Now, however, there is a new bridge over the Creek. The Track continues through Santos gas and oil fields as well as a private cattle property, and the crossing has been improved for access to wells.
It seems fair that if oil and gas companies are going to litter the landscape with their operations – in this instance making bleak-looking country even bleaker – then they should be made to improve roads for local as well as their own needs, and this should be a condition upon their approval. We were allowed to use a couple of straight well-access stretches on which we were able to glide a lot more comfortably at 80 kph, making better progress. Then we were made to go round a loop on a bad surface before returning to the improved road. This was near Fly Lake: so beware, and don't turn left, keep going on the 'good' stuff. 
By the time we reached Fifteen Mile Track and the last 50 kilometres or so to Innamincka, we wanted to stop bumping along and reach our destination. We couldn't be tempted by any of the below, even the most intriguing. (A few apostrophes might have helped.) And there was the added danger of bull dust holes. These look like slight depressions filled with soft folds of sand and wonky tyre tracks. You need to approach all such areas with caution in case the hole is deceptively deep and has rock-hard edges, or is even filled with debris.
The picture above is the last photograph I took that day: no welcome sign to Innamincki; iconic buildings; roosting birds. As we drove into town, I was reminded of John Steinbeck's descriptions of the dust bowl in Thirties America. As I got out of the car, my dust tolerance level wasn't high: I was slightly uneasy. 

We were booked into Innamincka Trading Post for two nights. I had tried to get a room at the Innamincka Hotel, run by the same company as the Birdsville Hotel, but they were booked out to people about to make the Big Burke & Wills Trek. We were checked in by a fairly humourless man, who didn't speed up when a queue formed behind me in the shop. I paid for both nights and form-filled. I wasn't expecting luxury, but for less than $140 a night we'd stayed in much nicer places. There were two rooms in the 'cabin', each with twin beds that almost filled the space. There was a television in each (which we didn't need) but there was no bedside table or light, no fridge, no kettle or cups. It was grimly basic and the light was appalling. The only side light over one bed in each area had been removed, leaving holes, and the overhead light was utilitarian and dim.

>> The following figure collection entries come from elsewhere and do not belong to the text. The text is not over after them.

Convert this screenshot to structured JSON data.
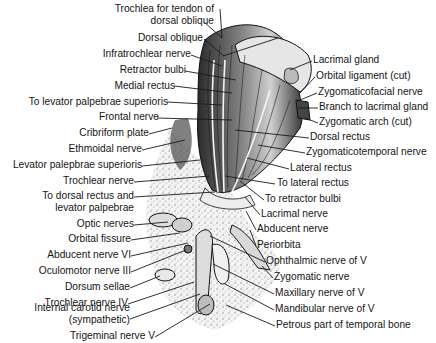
{
  "figure": {
    "labels_left": [
      {
        "text": "Trochlea for tendon of",
        "x": 219,
        "y": 3,
        "ax": 222,
        "ay": 38
      },
      {
        "text": "dorsal oblique",
        "x": 211,
        "y": 16
      },
      {
        "text": "Dorsal oblique",
        "x": 203,
        "y": 33,
        "ax": 224,
        "ay": 56
      },
      {
        "text": "Infratrochlear nerve",
        "x": 190,
        "y": 49,
        "ax": 222,
        "ay": 66
      },
      {
        "text": "Retractor bulbi",
        "x": 184,
        "y": 65,
        "ax": 236,
        "ay": 80
      },
      {
        "text": "Medial rectus",
        "x": 173,
        "y": 80,
        "ax": 232,
        "ay": 93
      },
      {
        "text": "To levator palpebrae superioris",
        "x": 166,
        "y": 96,
        "ax": 222,
        "ay": 105
      },
      {
        "text": "Frontal nerve",
        "x": 156,
        "y": 112,
        "ax": 232,
        "ay": 120
      },
      {
        "text": "Cribriform plate",
        "x": 148,
        "y": 128,
        "ax": 172,
        "ay": 128
      },
      {
        "text": "Ethmoidal nerve",
        "x": 141,
        "y": 144,
        "ax": 185,
        "ay": 140
      },
      {
        "text": "Levator palepbrae superioris",
        "x": 141,
        "y": 160,
        "ax": 200,
        "ay": 160
      },
      {
        "text": "Trochlear nerve",
        "x": 133,
        "y": 176,
        "ax": 210,
        "ay": 176
      },
      {
        "text": "To dorsal rectus and",
        "x": 133,
        "y": 191,
        "ax": 215,
        "ay": 192
      },
      {
        "text": "levator palpebrae",
        "x": 133,
        "y": 203
      },
      {
        "text": "Optic nerves",
        "x": 133,
        "y": 219,
        "ax": 168,
        "ay": 222
      },
      {
        "text": "Orbital fissure",
        "x": 130,
        "y": 234,
        "ax": 180,
        "ay": 233
      },
      {
        "text": "Abducent nerve VI",
        "x": 130,
        "y": 250,
        "ax": 188,
        "ay": 243
      },
      {
        "text": "Oculomotor nerve III",
        "x": 130,
        "y": 266,
        "ax": 186,
        "ay": 250
      },
      {
        "text": "Dorsum sellae",
        "x": 129,
        "y": 282,
        "ax": 160,
        "ay": 276
      },
      {
        "text": "Trochlear nerve IV",
        "x": 127,
        "y": 298,
        "ax": 194,
        "ay": 282
      },
      {
        "text": "Internal carotid nerve",
        "x": 129,
        "y": 313,
        "ax": 200,
        "ay": 294
      },
      {
        "text": "(sympathetic)",
        "x": 129,
        "y": 325
      },
      {
        "text": "Trigeminal nerve V",
        "x": 154,
        "y": 331,
        "ax": 210,
        "ay": 304
      }
    ],
    "labels_right": [
      {
        "text": "Lacrimal gland",
        "x": 313,
        "y": 55,
        "ax": 290,
        "ay": 70
      },
      {
        "text": "Orbital ligament (cut)",
        "x": 316,
        "y": 71,
        "ax": 300,
        "ay": 93
      },
      {
        "text": "Zygomaticofacial nerve",
        "x": 318,
        "y": 87,
        "ax": 300,
        "ay": 100
      },
      {
        "text": "Branch to lacrimal gland",
        "x": 319,
        "y": 102,
        "ax": 298,
        "ay": 108
      },
      {
        "text": "Zygomatic arch (cut)",
        "x": 319,
        "y": 117,
        "ax": 305,
        "ay": 118
      },
      {
        "text": "Dorsal rectus",
        "x": 310,
        "y": 132,
        "ax": 235,
        "ay": 130
      },
      {
        "text": "Zygomaticotemporal nerve",
        "x": 306,
        "y": 147,
        "ax": 258,
        "ay": 145
      },
      {
        "text": "Lateral rectus",
        "x": 290,
        "y": 163,
        "ax": 247,
        "ay": 158
      },
      {
        "text": "To lateral rectus",
        "x": 276,
        "y": 178,
        "ax": 225,
        "ay": 176
      },
      {
        "text": "To retractor bulbi",
        "x": 265,
        "y": 194,
        "ax": 240,
        "ay": 181
      },
      {
        "text": "Lacrimal nerve",
        "x": 261,
        "y": 209,
        "ax": 245,
        "ay": 197
      },
      {
        "text": "Abducent nerve",
        "x": 257,
        "y": 224,
        "ax": 246,
        "ay": 211
      },
      {
        "text": "Periorbita",
        "x": 257,
        "y": 240,
        "ax": 250,
        "ay": 230
      },
      {
        "text": "Ophthalmic nerve of V",
        "x": 266,
        "y": 256,
        "ax": 210,
        "ay": 236
      },
      {
        "text": "Zygomatic nerve",
        "x": 274,
        "y": 272,
        "ax": 262,
        "ay": 266
      },
      {
        "text": "Maxillary nerve of V",
        "x": 275,
        "y": 288,
        "ax": 213,
        "ay": 264
      },
      {
        "text": "Mandibular nerve of V",
        "x": 275,
        "y": 304,
        "ax": 225,
        "ay": 284
      },
      {
        "text": "Petrous part of temporal bone",
        "x": 276,
        "y": 320,
        "ax": 226,
        "ay": 305
      }
    ]
  },
  "colors": {
    "text": "#151515",
    "line": "#1a1a1a",
    "muscle": "#5a5a5a",
    "stipple": "#c8c8c8",
    "background": "#ffffff"
  }
}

We couldn't have read after dark. It was not a place to relax in after a hard day's drive. A shipping container might at lease have been cosy.

I returned to the shop and asked a pleasant-enough young woman behind the counter if it was possible to borrow a bedside light of some kind. Immediately an old crone appeared out of the back and took over. 'No', she said. And that was that. 

We went and sat in the Hotel, where the staff were welcoming and helpful. Innamincka was the first town we'd been in with no mobile coverage, but they let us use a phone in reception to call our next destination, in Cunnamulla, to see if our room was available a day earlier. It was. Over delicious food and a bottle of wine we calculated whether or not we could make it to the first available diesel back in Queensland. The only supply in Innamincka was at The Trading Post, and we weren't going to give them another cent. It would be tight, but with our spare can of fuel, we should be able to make it to Thargomindah. 

No Coongie Lakes National Park; no Hot Rocks Power Station. We were out of Innamincka.

Should you ever find yourself in this town, and the Hotel is fully booked or the campsite packed out, sleep in your car. I guarantee you will not be as cold or uncomfortable as I was that night. Do not consider The Trading Post for an instant. My friend took the photo below, and I snapped some pictures at first light, just for the record, before we crept out of town. We had difficulty finding the 'Adventure Way': there were no signs to anywhere in Queensland, just 29 kilometres up the road. A truckie gave us directions in the end. I couldn't get out of Innamincka quick enough.